Sick of having to chase your staff to perform? Don’t see why they claim to be so stressed? Ever thought it might all be your fault?
A recent survey by the Chartered Management Institute provides some statistics which should at first sight have managers everywhere clutching for their laurels. The survey of over 2,000 employees across the UK concluded that 55% consider that their boss lacks the competence to do his job properly. 40% believe that this lack of competence has gone unnoticed by the managers in question, suggesting that a significant proportion of bosses believe themselves to be more competent than do their staff.
40% of the survey respondents believed that their bosses’ behaviour increased their stress levels, over a third that their boss prejudiced their enjoyment of the job, and about 10% that their boss was actively bad for their health.
These statistics would be much more concerning if they were not drowned out by the shriek of axes being ground (CMI provides management training and no on-one can resist an anonymous poke at the boss), and if it were not a racing certainty that a survey of 2,000 UK bosses would say exactly the same things about their staff – how being a manager would be a much nicer job without them, etc. Indeed, the CMI survey said that only 40% of employees were willing to acknowledge any weaknesses at all in their own job performance. The other 60% are of course beyond criticism, meaning that any boss who takes a different view will necessarily increase their stress levels, impair their enjoyment of the role and make them ill. Clearly.
Ultimately what the statistics recognise is simply the eternal truth that a significant proportion of any workforce at any level will inevitably consider their own workplace issues and reversals to be somebody else’s fault. However, one serious question does arise from the survey – how far can fretting under the reins of an over-confident and under-competent manager give rise to claims against the employer? Though the argument is often run, it is practically impossible for an employee to move successfully from his boss being less than every mother’s dream to a constructive dismissal, stress or other personal injuries claim. A judicial finding that employers must only employ managers who are both able and modest with it (or conversely, staff with a proper degree of self-awareness) could have devastating consequences for British industry.
Bullying, discrimination or dishonest dealing is one thing, but just being frustrated at work, even with some objective justification, is simply what the Courts have traditionally seen as the fair wear and tear of office life. While serial complaints about a particular boss may indeed indicate an underlying problem with him, therefore, there is no harm in admitting in response to a grievance against a manager that something could indeed have been better handled. That is not by itself an admission of legal liability, it gives the employee no further right of recourse, and it may certainly be preferable in Tribunal credibility terms to defending the clearly indefensible. After all (many apologies if this comes as a surprise) no one has the right to be happy at work.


> Work required: Give the listing again in full, exactly as written.
### Data to use ###
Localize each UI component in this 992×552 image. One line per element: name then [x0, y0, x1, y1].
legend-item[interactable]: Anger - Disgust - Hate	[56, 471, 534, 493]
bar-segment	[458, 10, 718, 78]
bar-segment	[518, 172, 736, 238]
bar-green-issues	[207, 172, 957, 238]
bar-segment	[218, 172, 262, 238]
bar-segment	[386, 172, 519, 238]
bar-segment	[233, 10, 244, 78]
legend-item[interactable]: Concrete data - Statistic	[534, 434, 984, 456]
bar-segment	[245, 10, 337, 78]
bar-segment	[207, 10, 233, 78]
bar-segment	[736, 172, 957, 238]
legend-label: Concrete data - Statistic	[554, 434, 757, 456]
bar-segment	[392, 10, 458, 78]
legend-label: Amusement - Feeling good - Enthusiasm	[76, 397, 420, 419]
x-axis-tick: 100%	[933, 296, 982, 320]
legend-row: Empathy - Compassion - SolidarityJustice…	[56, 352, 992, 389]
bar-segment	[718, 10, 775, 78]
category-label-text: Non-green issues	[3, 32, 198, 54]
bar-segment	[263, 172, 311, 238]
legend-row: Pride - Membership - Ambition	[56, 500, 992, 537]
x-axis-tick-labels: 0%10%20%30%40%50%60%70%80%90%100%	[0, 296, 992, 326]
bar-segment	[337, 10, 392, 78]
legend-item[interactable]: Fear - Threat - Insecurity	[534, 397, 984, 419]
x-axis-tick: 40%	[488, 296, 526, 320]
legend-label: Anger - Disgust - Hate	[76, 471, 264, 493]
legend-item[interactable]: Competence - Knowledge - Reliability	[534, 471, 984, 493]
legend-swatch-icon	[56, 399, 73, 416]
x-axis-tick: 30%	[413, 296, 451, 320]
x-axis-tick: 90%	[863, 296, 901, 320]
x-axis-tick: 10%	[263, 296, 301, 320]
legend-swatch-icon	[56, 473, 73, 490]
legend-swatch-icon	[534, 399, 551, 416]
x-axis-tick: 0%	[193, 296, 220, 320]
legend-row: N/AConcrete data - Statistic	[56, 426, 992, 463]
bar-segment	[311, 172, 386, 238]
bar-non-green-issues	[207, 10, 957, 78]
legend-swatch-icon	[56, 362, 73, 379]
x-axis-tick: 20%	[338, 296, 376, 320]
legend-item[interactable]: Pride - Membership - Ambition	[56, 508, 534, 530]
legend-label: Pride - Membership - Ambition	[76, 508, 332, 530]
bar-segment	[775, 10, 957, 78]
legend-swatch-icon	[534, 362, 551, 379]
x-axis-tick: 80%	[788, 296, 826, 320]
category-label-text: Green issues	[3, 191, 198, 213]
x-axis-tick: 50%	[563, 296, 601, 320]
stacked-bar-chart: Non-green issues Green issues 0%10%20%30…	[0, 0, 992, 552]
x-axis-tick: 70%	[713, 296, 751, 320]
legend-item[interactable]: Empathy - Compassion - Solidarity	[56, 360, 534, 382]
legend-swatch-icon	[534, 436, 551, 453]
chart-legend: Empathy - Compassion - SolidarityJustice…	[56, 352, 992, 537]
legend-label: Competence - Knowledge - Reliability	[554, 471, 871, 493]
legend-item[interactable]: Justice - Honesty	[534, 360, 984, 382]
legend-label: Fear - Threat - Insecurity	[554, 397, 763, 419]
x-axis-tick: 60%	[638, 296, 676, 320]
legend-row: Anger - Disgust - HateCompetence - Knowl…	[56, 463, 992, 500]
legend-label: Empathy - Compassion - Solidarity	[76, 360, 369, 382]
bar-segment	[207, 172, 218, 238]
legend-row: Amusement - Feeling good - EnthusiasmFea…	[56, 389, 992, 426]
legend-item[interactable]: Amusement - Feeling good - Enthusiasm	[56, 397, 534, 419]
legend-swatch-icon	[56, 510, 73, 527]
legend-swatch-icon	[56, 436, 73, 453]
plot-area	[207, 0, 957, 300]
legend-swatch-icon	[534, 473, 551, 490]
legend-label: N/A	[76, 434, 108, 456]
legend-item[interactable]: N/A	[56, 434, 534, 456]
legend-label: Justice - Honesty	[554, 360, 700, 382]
###
> Exercise answer:
Localize each UI component in this 992×552 image. One line per element: name then [x0, y0, x1, y1].
legend-item[interactable]: Anger - Disgust - Hate	[56, 471, 534, 493]
bar-segment	[458, 10, 718, 78]
bar-segment	[518, 172, 736, 238]
bar-green-issues	[207, 172, 957, 238]
bar-segment	[218, 172, 262, 238]
bar-segment	[386, 172, 519, 238]
bar-segment	[233, 10, 244, 78]
legend-item[interactable]: Concrete data - Statistic	[534, 434, 984, 456]
bar-segment	[245, 10, 337, 78]
bar-segment	[207, 10, 233, 78]
bar-segment	[736, 172, 957, 238]
legend-label: Concrete data - Statistic	[554, 434, 757, 456]
bar-segment	[392, 10, 458, 78]
legend-label: Amusement - Feeling good - Enthusiasm	[76, 397, 420, 419]
x-axis-tick: 100%	[933, 296, 982, 320]
legend-row: Empathy - Compassion - SolidarityJustice…	[56, 352, 992, 389]
bar-segment	[718, 10, 775, 78]
category-label-text: Non-green issues	[3, 32, 198, 54]
bar-segment	[263, 172, 311, 238]
legend-row: Pride - Membership - Ambition	[56, 500, 992, 537]
x-axis-tick-labels: 0%10%20%30%40%50%60%70%80%90%100%	[0, 296, 992, 326]
bar-segment	[337, 10, 392, 78]
legend-item[interactable]: Fear - Threat - Insecurity	[534, 397, 984, 419]
x-axis-tick: 40%	[488, 296, 526, 320]
legend-label: Anger - Disgust - Hate	[76, 471, 264, 493]
legend-item[interactable]: Competence - Knowledge - Reliability	[534, 471, 984, 493]
legend-swatch-icon	[56, 399, 73, 416]
x-axis-tick: 30%	[413, 296, 451, 320]
x-axis-tick: 90%	[863, 296, 901, 320]
x-axis-tick: 10%	[263, 296, 301, 320]
legend-swatch-icon	[56, 473, 73, 490]
legend-swatch-icon	[534, 399, 551, 416]
x-axis-tick: 0%	[193, 296, 220, 320]
legend-row: N/AConcrete data - Statistic	[56, 426, 992, 463]
bar-segment	[311, 172, 386, 238]
bar-non-green-issues	[207, 10, 957, 78]
legend-swatch-icon	[56, 362, 73, 379]
x-axis-tick: 20%	[338, 296, 376, 320]
legend-item[interactable]: Pride - Membership - Ambition	[56, 508, 534, 530]
legend-label: Pride - Membership - Ambition	[76, 508, 332, 530]
bar-segment	[775, 10, 957, 78]
legend-swatch-icon	[534, 362, 551, 379]
x-axis-tick: 80%	[788, 296, 826, 320]
category-label-text: Green issues	[3, 191, 198, 213]
x-axis-tick: 50%	[563, 296, 601, 320]
stacked-bar-chart: Non-green issues Green issues 0%10%20%30…	[0, 0, 992, 552]
x-axis-tick: 70%	[713, 296, 751, 320]
legend-item[interactable]: Empathy - Compassion - Solidarity	[56, 360, 534, 382]
legend-swatch-icon	[534, 436, 551, 453]
chart-legend: Empathy - Compassion - SolidarityJustice…	[56, 352, 992, 537]
legend-label: Competence - Knowledge - Reliability	[554, 471, 871, 493]
legend-item[interactable]: Justice - Honesty	[534, 360, 984, 382]
legend-label: Fear - Threat - Insecurity	[554, 397, 763, 419]
x-axis-tick: 60%	[638, 296, 676, 320]
legend-row: Anger - Disgust - HateCompetence - Knowl…	[56, 463, 992, 500]
legend-label: Empathy - Compassion - Solidarity	[76, 360, 369, 382]
bar-segment	[207, 172, 218, 238]
legend-row: Amusement - Feeling good - EnthusiasmFea…	[56, 389, 992, 426]
legend-item[interactable]: Amusement - Feeling good - Enthusiasm	[56, 397, 534, 419]
legend-swatch-icon	[56, 510, 73, 527]
legend-swatch-icon	[56, 436, 73, 453]
plot-area	[207, 0, 957, 300]
legend-swatch-icon	[534, 473, 551, 490]
legend-label: N/A	[76, 434, 108, 456]
legend-item[interactable]: N/A	[56, 434, 534, 456]
legend-label: Justice - Honesty	[554, 360, 700, 382]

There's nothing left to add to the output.